Wynn straightened when data streamed above the control panel, huge amounts of it at a rate she couldn’t decipher.
“What is this?” she whispered when images of the beasts intermixed with stacked files, reports, and personnel files of scientists she didn’t recognize.
As soon as she focused on something, it disappeared, replaced with some new fragment of data, making her head spin.
“After Knox took you, I found the origin of the animals. Scientists created them in an underground lab not far from your location. After years of experimentation, they turned on their tormentors.”
She blinked, trying to process what he said with what she saw, but her mind was having none of it. Then Foster’s face appeared, and her breath stalled in her throat.
Not possible.There was no way he had something to do with the beasts, the things that killed him.
“Where is this coming from?” Her voice sounded scratchy, wooden, in her own ears. “How are you showing me this?” He had only touched the panel with his hand, and he didn’t wear a PALM.
“The files and images are from my memory.”
She gasped and spun to face him. “How is that possible?”
He stared at her with a slight pucker on his brow. “I can download a certain amount of data and retain it for future use.”
She stiffened at her next thought. “Is your body completely organic?” Maybe Calypsons were cyborgs.
“Yes. I have less technology in my body than you.” He gently tapped the side of her temple near her ocular implant, inert now that she wore no PALM.
“Then how can that work?” Wynn shook her head in disbelief. “The process would corrupt information. No human could do that without tainting the data.” But she’d seen a similar process in action with what they’d done to her memories.
Wait. Her thoughts jerked to a stop, a moment of breathlessness, then tumbled forward again, parallels forming one on top of another. Without being aware of it, she moved from Iax’s lap to the seat beside him to access the files herself.
She’d already made connections between him and the beasts, the way their eyes glowed, but was it more than that?
Did the government have access to Calypson technology? How many scientists were working on this?
“Foster was in there.” His face was now buried under the data that came after it.
“I found evidence that your colleague was a part of the project for many years, even before you joined him at your outpost. A group of people who called themselves Strata ran it.”
The moisture in her mouth dried up. “Sonotgovernment sanctioned.”
She didn’t want to believe it, but it was right there in front of her. Her mind raced to her time with him, filling gaps in with this new knowledge. Foster had left the outpost more often than was strictly necessary, and she’d always thought he’d gone to Asia Prime for R&R.
The name Strata prickled against another memory, one where Foster had been talking about a newsreel he’d just watched. She had never heardof the extremist group but now realized he must have been probing to see if she wanted in on the project.
Whatever her response had been, she must have reacted incorrectly, because he hadn’t told her more. She was glad of it now. The shit in front of her was messed up. They’d kept these animals in inhumane conditions, tortured them to discover pain tolerance, submitted them to the harshness of Earth’s atmosphere over and over again.
No wonder they’d killed their creators.
“Their eyes,” she whispered when a new image of a beast rose in front of her.
“There is some evidence that they had been experimenting with Calypson DNA.”
Her stomach twisted in knots. “How?” How the hell would they have gotten hold of Calypson DNA?
“That is what I intend to find out.”
“You and me both,” she muttered, her fingers tapping away at the terminal, searching for more parallels from her experience on theCorvusto the lab he found on Earth.
Wherever she dug, she ran into walls. The data collected about the beasts was entirely organic. It didn’t begin to explain how that white box had stolen her memories. But this information could have been used to help the success of her own work on Earth, strengthening their seeds.
Her mind was a mess of questions, of worry, and of confusion. How had Foster done it? Kept these two separate lives? He’d been her best friend, her only friend, for years. Had she known him at all? It felt like sabotage and betrayal both.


* **The task**: Search the entries below. Return every line that has "text" in it.

Figure collection entries:
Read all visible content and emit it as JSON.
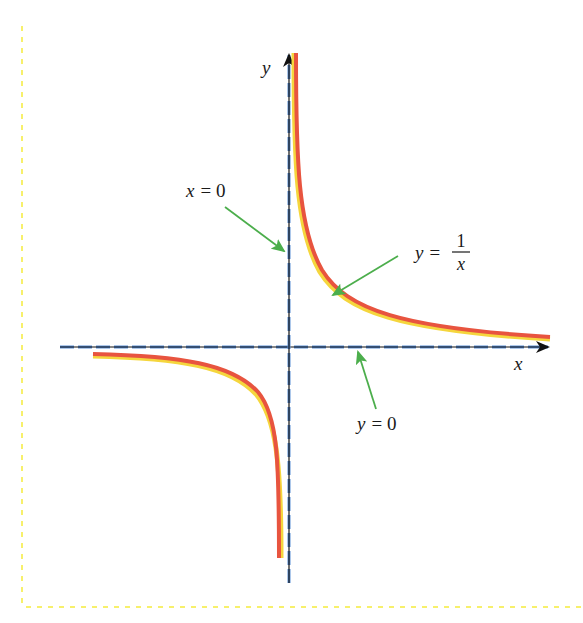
{
  "diagram": {
    "axes": {
      "x_label": "x",
      "y_label": "y"
    },
    "curve": {
      "label_lhs": "y =",
      "label_numerator": "1",
      "label_denominator": "x",
      "color": "#e8543f",
      "highlight_color": "#f5d63d"
    },
    "asymptotes": [
      {
        "label": "x = 0",
        "label_var": "x",
        "label_rest": "= 0",
        "orientation": "vertical"
      },
      {
        "label": "y = 0",
        "label_var": "y",
        "label_rest": "= 0",
        "orientation": "horizontal"
      }
    ],
    "colors": {
      "axis": "#111111",
      "asymptote_dash": "#5b8fd6",
      "arrow": "#5cb85c",
      "border": "#f7f06b"
    }
  }
}
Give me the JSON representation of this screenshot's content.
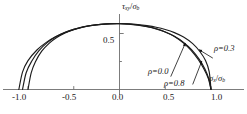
{
  "chart_data": {
    "type": "line",
    "title": "",
    "xlabel": "σx/σb",
    "ylabel": "τxy/σb",
    "xlim": [
      -1.18,
      1.16
    ],
    "ylim": [
      0.0,
      0.68
    ],
    "grid": false,
    "legend_position": "inline-annotations",
    "xticks": [
      -1.0,
      -0.5,
      0.0,
      0.5,
      1.0
    ],
    "xticklabels": [
      "-1.0",
      "-0.5",
      "0.0",
      "0.5",
      "1.0"
    ],
    "yticks": [
      0.5
    ],
    "yticklabels": [
      "0.5"
    ],
    "series": [
      {
        "name": "ρ=0.3",
        "label": "ρ=0.3",
        "color": "#1c1c1c",
        "x": [
          -1.1,
          -1.06,
          -1.0,
          -0.9,
          -0.8,
          -0.7,
          -0.6,
          -0.5,
          -0.4,
          -0.3,
          -0.2,
          -0.1,
          0.0,
          0.1,
          0.2,
          0.3,
          0.4,
          0.5,
          0.6,
          0.7,
          0.8,
          0.88,
          0.94,
          0.98,
          1.0
        ],
        "y": [
          0.0,
          0.155,
          0.258,
          0.355,
          0.421,
          0.47,
          0.508,
          0.537,
          0.558,
          0.573,
          0.582,
          0.587,
          0.588,
          0.586,
          0.58,
          0.57,
          0.556,
          0.536,
          0.508,
          0.468,
          0.409,
          0.337,
          0.258,
          0.16,
          0.0
        ]
      },
      {
        "name": "ρ=0.0",
        "label": "ρ=0.0",
        "color": "#1c1c1c",
        "x": [
          -1.06,
          -1.02,
          -0.96,
          -0.88,
          -0.79,
          -0.7,
          -0.6,
          -0.5,
          -0.4,
          -0.3,
          -0.2,
          -0.1,
          0.0,
          0.1,
          0.2,
          0.3,
          0.4,
          0.5,
          0.6,
          0.7,
          0.78,
          0.86,
          0.92,
          0.97,
          1.0
        ],
        "y": [
          0.0,
          0.15,
          0.252,
          0.347,
          0.418,
          0.468,
          0.508,
          0.537,
          0.559,
          0.574,
          0.583,
          0.588,
          0.589,
          0.585,
          0.576,
          0.562,
          0.542,
          0.514,
          0.474,
          0.415,
          0.351,
          0.268,
          0.188,
          0.1,
          0.0
        ]
      },
      {
        "name": "ρ=0.8",
        "label": "ρ=0.8",
        "color": "#1c1c1c",
        "x": [
          -1.0,
          -0.965,
          -0.92,
          -0.85,
          -0.77,
          -0.69,
          -0.6,
          -0.5,
          -0.4,
          -0.3,
          -0.2,
          -0.1,
          0.0,
          0.1,
          0.2,
          0.3,
          0.4,
          0.5,
          0.6,
          0.7,
          0.79,
          0.87,
          0.935,
          0.98,
          1.0
        ],
        "y": [
          0.0,
          0.148,
          0.246,
          0.342,
          0.412,
          0.462,
          0.503,
          0.534,
          0.556,
          0.571,
          0.581,
          0.586,
          0.587,
          0.584,
          0.575,
          0.561,
          0.541,
          0.513,
          0.475,
          0.421,
          0.354,
          0.271,
          0.18,
          0.085,
          0.0
        ]
      }
    ],
    "annotations": [
      {
        "name": "rho-0-3",
        "text": "ρ=0.3",
        "arrow_from": [
          1.02,
          0.28
        ],
        "arrow_to": [
          0.87,
          0.355
        ]
      },
      {
        "name": "rho-0-0",
        "text": "ρ=0.0",
        "arrow_from": [
          0.56,
          0.115
        ],
        "arrow_to": [
          0.72,
          0.415
        ]
      },
      {
        "name": "rho-0-8",
        "text": "ρ=0.8",
        "arrow_from": [
          0.8,
          0.045
        ],
        "arrow_to": [
          0.9,
          0.255
        ]
      }
    ]
  },
  "axes": {
    "y_label_tau": "τ",
    "y_label_tau_sub": "xy",
    "y_label_sigma": "σ",
    "y_label_sigma_sub": "b",
    "y_label_slash": "/",
    "x_label_sigma": "σ",
    "x_label_sigma_sub": "x",
    "x_label_sigma_den": "σ",
    "x_label_sigma_den_sub": "b",
    "x_label_slash": "/",
    "ytick_0_5": "0.5",
    "xtick_neg1": "-1.0",
    "xtick_neg0_5": "-0.5",
    "xtick_0": "0.0",
    "xtick_0_5": "0.5",
    "xtick_1": "1.0"
  },
  "curve_labels": {
    "rho_0_3": "ρ=0.3",
    "rho_0_0": "ρ=0.0",
    "rho_0_8": "ρ=0.8"
  },
  "colors": {
    "axis": "#6d6d6d",
    "curve": "#1c1c1c",
    "text": "#1a1a1a",
    "background": "#ffffff"
  }
}
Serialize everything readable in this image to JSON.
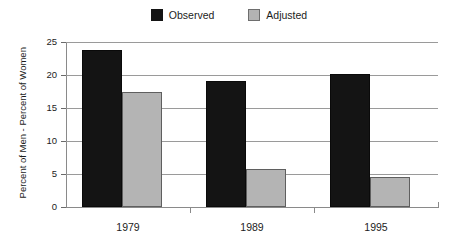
{
  "chart_data": {
    "type": "bar",
    "title": "",
    "subtitle": "",
    "xlabel": "",
    "ylabel": "Percent of Men - Percent of Women",
    "categories": [
      "1979",
      "1989",
      "1995"
    ],
    "series": [
      {
        "name": "Observed",
        "color": "#141414",
        "values": [
          23.8,
          19.1,
          20.2
        ]
      },
      {
        "name": "Adjusted",
        "color": "#b4b4b4",
        "values": [
          17.4,
          5.7,
          4.6
        ]
      }
    ],
    "ylim": [
      0,
      25
    ],
    "yticks": [
      0,
      5,
      10,
      15,
      20,
      25
    ],
    "ytick_labels": [
      "0",
      "5",
      "10",
      "15",
      "20",
      "25"
    ],
    "grid": true,
    "grid_axis": "y",
    "legend_position": "top-center",
    "annotations": []
  },
  "legend": {
    "entries": [
      {
        "label": "Observed",
        "swatch": "observed-swatch"
      },
      {
        "label": "Adjusted",
        "swatch": "adjusted-swatch"
      }
    ]
  },
  "colors": {
    "observed": "#141414",
    "adjusted": "#b4b4b4",
    "gridline": "#9a9a9a",
    "axis": "#8a8a8a",
    "text": "#1c1c1c",
    "background": "#ffffff"
  }
}
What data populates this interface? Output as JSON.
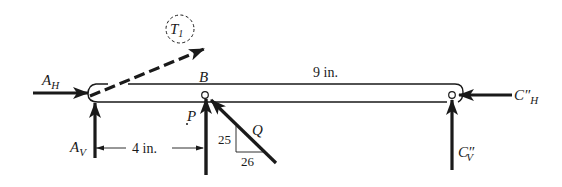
{
  "diagram": {
    "type": "free-body-diagram",
    "labels": {
      "t1": "T",
      "t1_sub": "1",
      "ah": "A",
      "ah_sub": "H",
      "av": "A",
      "av_sub": "V",
      "b": "B",
      "p": "P",
      "q": "Q",
      "ch": "C″",
      "ch_sub": "H",
      "cv": "C″",
      "cv_sub": "V"
    },
    "dimensions": {
      "span_ab": "4 in.",
      "span_bc": "9 in."
    },
    "slope": {
      "rise": "25",
      "run": "26"
    },
    "colors": {
      "ink": "#1a1a1a",
      "background": "#ffffff"
    }
  }
}
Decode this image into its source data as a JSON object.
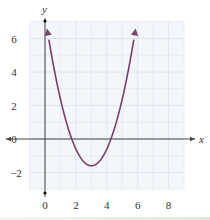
{
  "chart_data": {
    "type": "line",
    "title": "",
    "xlabel": "x",
    "ylabel": "y",
    "xlim": [
      -1,
      9
    ],
    "ylim": [
      -3,
      7
    ],
    "x_ticks": [
      0,
      2,
      4,
      6,
      8
    ],
    "y_ticks": [
      -2,
      0,
      2,
      4,
      6
    ],
    "x_tick_labels": [
      "0",
      "2",
      "4",
      "6",
      "8"
    ],
    "y_tick_labels": [
      "−2",
      "0",
      "2",
      "4",
      "6"
    ],
    "grid": true,
    "grid_step": 1,
    "legend": null,
    "series": [
      {
        "name": "parabola",
        "equation": "y = (x − 3)² − 1.6",
        "color": "#7b3f6b",
        "arrows_at_ends": true,
        "x": [
          0.13,
          0.5,
          1,
          1.5,
          2,
          2.5,
          3,
          3.5,
          4,
          4.5,
          5,
          5.5,
          5.87
        ],
        "y": [
          6.6,
          4.65,
          2.4,
          0.65,
          -0.6,
          -1.35,
          -1.6,
          -1.35,
          -0.6,
          0.65,
          2.4,
          4.65,
          6.6
        ]
      }
    ],
    "key_points": {
      "vertex": [
        3,
        -1.6
      ],
      "x_intercepts": [
        1.74,
        4.26
      ]
    }
  },
  "colors": {
    "curve": "#7b3f6b",
    "grid": "#dfe6ee",
    "grid_bg": "#f3f7fb",
    "axis": "#444444"
  }
}
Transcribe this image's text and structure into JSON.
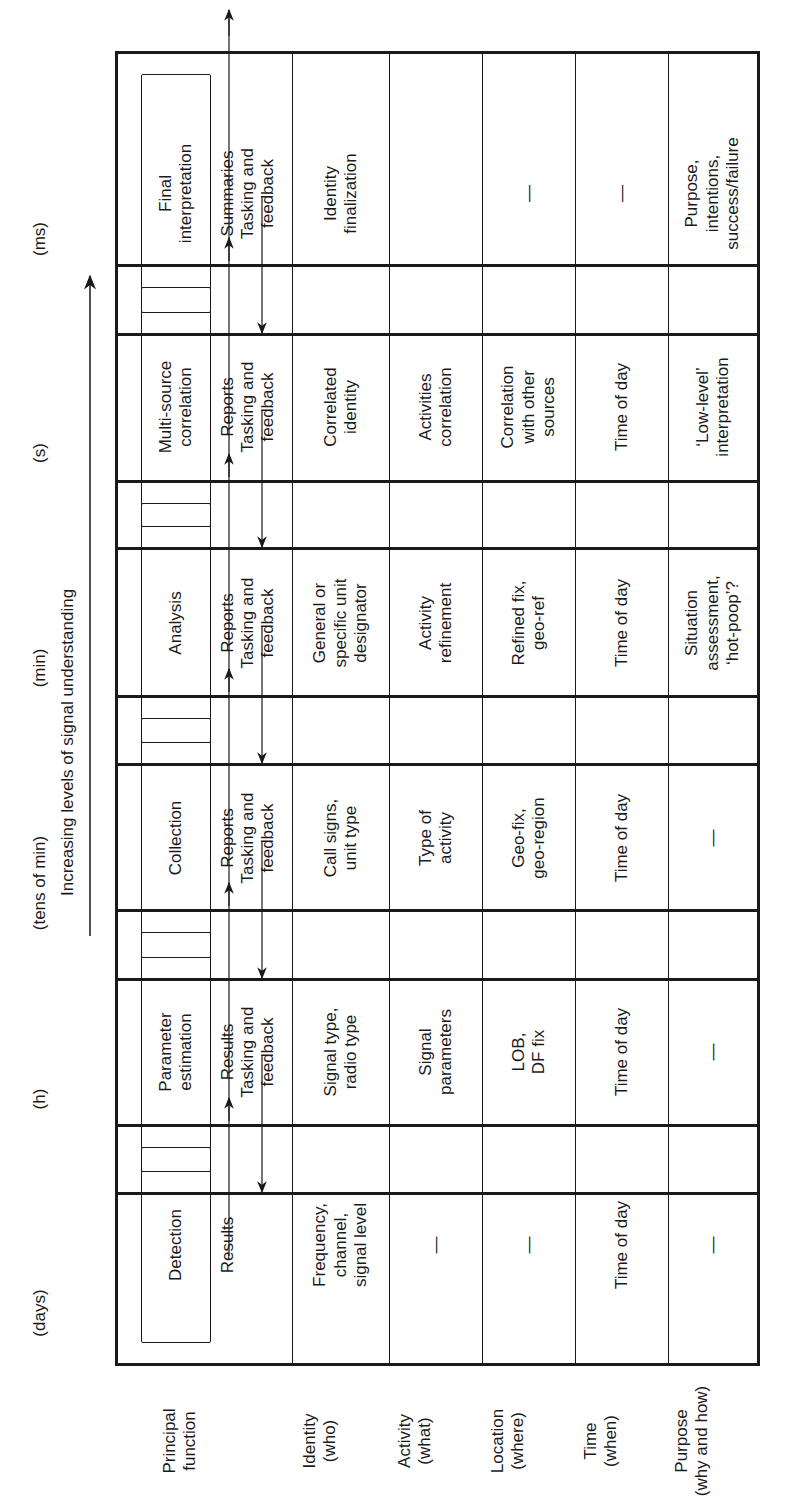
{
  "diagram": {
    "axis_label": "Increasing levels of signal understanding",
    "row_labels": [
      "Principal\nfunction",
      "Identity\n(who)",
      "Activity\n(what)",
      "Location\n(where)",
      "Time\n(when)",
      "Purpose\n(why and how)"
    ],
    "stages": [
      {
        "time_scale": "(ms)",
        "function": "Detection",
        "output": "Results",
        "input": "",
        "identity": "Frequency,\nchannel,\nsignal level",
        "activity": "—",
        "location": "—",
        "time": "Time of day",
        "purpose": "—"
      },
      {
        "time_scale": "(s)",
        "function": "Parameter\nestimation",
        "output": "Results",
        "input": "Tasking and\nfeedback",
        "identity": "Signal type,\nradio type",
        "activity": "Signal\nparameters",
        "location": "LOB,\nDF fix",
        "time": "Time of day",
        "purpose": "—"
      },
      {
        "time_scale": "(min)",
        "function": "Collection",
        "output": "Reports",
        "input": "Tasking and\nfeedback",
        "identity": "Call signs,\nunit type",
        "activity": "Type of\nactivity",
        "location": "Geo-fix,\ngeo-region",
        "time": "Time of day",
        "purpose": "—"
      },
      {
        "time_scale": "(tens of min)",
        "function": "Analysis",
        "output": "Reports",
        "input": "Tasking and\nfeedback",
        "identity": "General or\nspecific unit\ndesignator",
        "activity": "Activity\nrefinement",
        "location": "Refined fix,\ngeo-ref",
        "time": "Time of day",
        "purpose": "Situation\nassessment,\n‘hot-poop’?"
      },
      {
        "time_scale": "(h)",
        "function": "Multi-source\ncorrelation",
        "output": "Reports",
        "input": "Tasking and\nfeedback",
        "identity": "Correlated\nidentity",
        "activity": "Activities\ncorrelation",
        "location": "Correlation\nwith other\nsources",
        "time": "Time of day",
        "purpose": "‘Low-level’\ninterpretation"
      },
      {
        "time_scale": "(days)",
        "function": "Final\ninterpretation",
        "output": "Summaries",
        "input": "Tasking and\nfeedback",
        "identity": "Identity\nfinalization",
        "activity": "",
        "location": "—",
        "time": "—",
        "purpose": "Purpose,\nintentions,\nsuccess/failure"
      }
    ]
  }
}
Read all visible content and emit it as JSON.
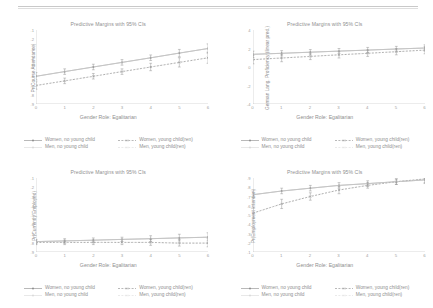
{
  "document": {
    "background": "#ffffff",
    "ink": "#8f8f8f",
    "rule_color": "#c9c9c9"
  },
  "legend": {
    "items": [
      {
        "label": "Women, no young child",
        "style": "solid-circle"
      },
      {
        "label": "Women, young child(ren)",
        "style": "dashed-x"
      },
      {
        "label": "Men, no young child",
        "style": "solid-light"
      },
      {
        "label": "Men, young child(ren)",
        "style": "dotted-light"
      }
    ]
  },
  "shared": {
    "title": "Predictive Margins with 95% CIs",
    "xlabel": "Gender Role: Egalitarian",
    "xticks": [
      "0",
      "1",
      "2",
      "3",
      "4",
      "5",
      "6"
    ]
  },
  "chart_data": [
    {
      "type": "line",
      "panel": "top-left",
      "title": "Predictive Margins with 95% CIs",
      "xlabel": "Gender Role: Egalitarian",
      "ylabel": "Pr(Course Attendance)",
      "x": [
        0,
        1,
        2,
        3,
        4,
        5,
        6
      ],
      "xlim": [
        0,
        6
      ],
      "ylim": [
        0.1,
        0.9
      ],
      "yticks": [
        ".1",
        ".2",
        ".3",
        ".4",
        ".5",
        ".6",
        ".7",
        ".8",
        ".9"
      ],
      "grid": false,
      "legend_position": "bottom",
      "series": [
        {
          "name": "Women, no young child",
          "values": [
            0.4,
            0.45,
            0.5,
            0.55,
            0.6,
            0.65,
            0.7
          ],
          "ci_low": [
            0.36,
            0.42,
            0.47,
            0.52,
            0.57,
            0.61,
            0.65
          ],
          "ci_high": [
            0.44,
            0.48,
            0.53,
            0.58,
            0.63,
            0.69,
            0.75
          ]
        },
        {
          "name": "Women, young child(ren)",
          "values": [
            0.3,
            0.35,
            0.4,
            0.45,
            0.5,
            0.55,
            0.6
          ],
          "ci_low": [
            0.26,
            0.32,
            0.37,
            0.42,
            0.46,
            0.5,
            0.54
          ],
          "ci_high": [
            0.34,
            0.38,
            0.43,
            0.48,
            0.54,
            0.6,
            0.66
          ]
        },
        {
          "name": "Men, no young child",
          "values": [
            0.4,
            0.45,
            0.5,
            0.55,
            0.6,
            0.65,
            0.7
          ]
        },
        {
          "name": "Men, young child(ren)",
          "values": [
            0.3,
            0.35,
            0.4,
            0.45,
            0.5,
            0.55,
            0.6
          ]
        }
      ]
    },
    {
      "type": "line",
      "panel": "top-right",
      "title": "Predictive Margins with 95% CIs",
      "xlabel": "Gender Role: Egalitarian",
      "ylabel": "German Lang. Proficiency (linear pred.)",
      "x": [
        0,
        1,
        2,
        3,
        4,
        5,
        6
      ],
      "xlim": [
        0,
        6
      ],
      "ylim": [
        -10,
        4
      ],
      "yticks": [
        "4",
        "2",
        "0",
        "-2",
        "-4"
      ],
      "grid": false,
      "legend_position": "bottom",
      "series": [
        {
          "name": "Women, no young child",
          "values": [
            -0.6,
            -0.4,
            -0.2,
            0.0,
            0.2,
            0.4,
            0.6
          ],
          "ci_low": [
            -1.2,
            -0.9,
            -0.7,
            -0.5,
            -0.3,
            -0.1,
            0.0
          ],
          "ci_high": [
            0.0,
            0.1,
            0.3,
            0.5,
            0.7,
            0.9,
            1.2
          ]
        },
        {
          "name": "Women, young child(ren)",
          "values": [
            -1.6,
            -1.3,
            -1.0,
            -0.7,
            -0.4,
            -0.1,
            0.2
          ],
          "ci_low": [
            -2.4,
            -2.0,
            -1.6,
            -1.3,
            -1.0,
            -0.7,
            -0.5
          ],
          "ci_high": [
            -0.8,
            -0.6,
            -0.4,
            -0.1,
            0.2,
            0.5,
            0.9
          ]
        },
        {
          "name": "Men, no young child",
          "values": [
            -0.6,
            -0.4,
            -0.2,
            0.0,
            0.2,
            0.4,
            0.6
          ]
        },
        {
          "name": "Men, young child(ren)",
          "values": [
            -1.6,
            -1.3,
            -1.0,
            -0.7,
            -0.4,
            -0.1,
            0.2
          ]
        }
      ]
    },
    {
      "type": "line",
      "panel": "bottom-left",
      "title": "Predictive Margins with 95% CIs",
      "xlabel": "Gender Role: Egalitarian",
      "ylabel": "Pr(Currently Employed)",
      "x": [
        0,
        1,
        2,
        3,
        4,
        5,
        6
      ],
      "xlim": [
        0,
        6
      ],
      "ylim": [
        0,
        1
      ],
      "yticks": [
        ".1",
        ".2",
        ".3",
        ".4",
        ".5",
        ".6",
        ".7",
        ".8",
        ".9"
      ],
      "grid": false,
      "legend_position": "bottom",
      "series": [
        {
          "name": "Women, no young child",
          "values": [
            0.14,
            0.15,
            0.16,
            0.17,
            0.18,
            0.19,
            0.2
          ],
          "ci_low": [
            0.11,
            0.12,
            0.13,
            0.14,
            0.14,
            0.15,
            0.15
          ],
          "ci_high": [
            0.17,
            0.18,
            0.19,
            0.2,
            0.22,
            0.24,
            0.26
          ]
        },
        {
          "name": "Women, young child(ren)",
          "values": [
            0.13,
            0.13,
            0.13,
            0.13,
            0.13,
            0.12,
            0.12
          ],
          "ci_low": [
            0.1,
            0.1,
            0.1,
            0.1,
            0.09,
            0.08,
            0.07
          ],
          "ci_high": [
            0.16,
            0.16,
            0.16,
            0.17,
            0.17,
            0.17,
            0.18
          ]
        },
        {
          "name": "Men, no young child",
          "values": [
            0.14,
            0.15,
            0.16,
            0.17,
            0.18,
            0.19,
            0.2
          ]
        },
        {
          "name": "Men, young child(ren)",
          "values": [
            0.13,
            0.13,
            0.13,
            0.13,
            0.13,
            0.12,
            0.12
          ]
        }
      ]
    },
    {
      "type": "line",
      "panel": "bottom-right",
      "title": "Predictive Margins with 95% CIs",
      "xlabel": "Gender Role: Egalitarian",
      "ylabel": "Pr(Employment Intention)",
      "x": [
        0,
        1,
        2,
        3,
        4,
        5,
        6
      ],
      "xlim": [
        0,
        6
      ],
      "ylim": [
        0.1,
        0.9
      ],
      "yticks": [
        ".9",
        ".8",
        ".7",
        ".6",
        ".5",
        ".4",
        ".3",
        ".2",
        ".1"
      ],
      "grid": false,
      "legend_position": "bottom",
      "series": [
        {
          "name": "Women, no young child",
          "values": [
            0.72,
            0.76,
            0.79,
            0.82,
            0.84,
            0.86,
            0.88
          ],
          "ci_low": [
            0.68,
            0.73,
            0.76,
            0.79,
            0.81,
            0.83,
            0.84
          ],
          "ci_high": [
            0.76,
            0.79,
            0.82,
            0.85,
            0.87,
            0.89,
            0.92
          ]
        },
        {
          "name": "Women, young child(ren)",
          "values": [
            0.52,
            0.62,
            0.7,
            0.77,
            0.82,
            0.86,
            0.89
          ],
          "ci_low": [
            0.46,
            0.57,
            0.66,
            0.73,
            0.79,
            0.83,
            0.85
          ],
          "ci_high": [
            0.58,
            0.67,
            0.74,
            0.81,
            0.85,
            0.89,
            0.93
          ]
        },
        {
          "name": "Men, no young child",
          "values": [
            0.72,
            0.76,
            0.79,
            0.82,
            0.84,
            0.86,
            0.88
          ]
        },
        {
          "name": "Men, young child(ren)",
          "values": [
            0.52,
            0.62,
            0.7,
            0.77,
            0.82,
            0.86,
            0.89
          ]
        }
      ]
    }
  ]
}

* **Output for this exercise**:
        "text": "ρ=0.3",
        "text": "ρ=0.0",
        "text": "ρ=0.8",
    "text": "#1a1a1a",
    "text": "#1c1c1c",
Transcribe this image's text and structure into JSON.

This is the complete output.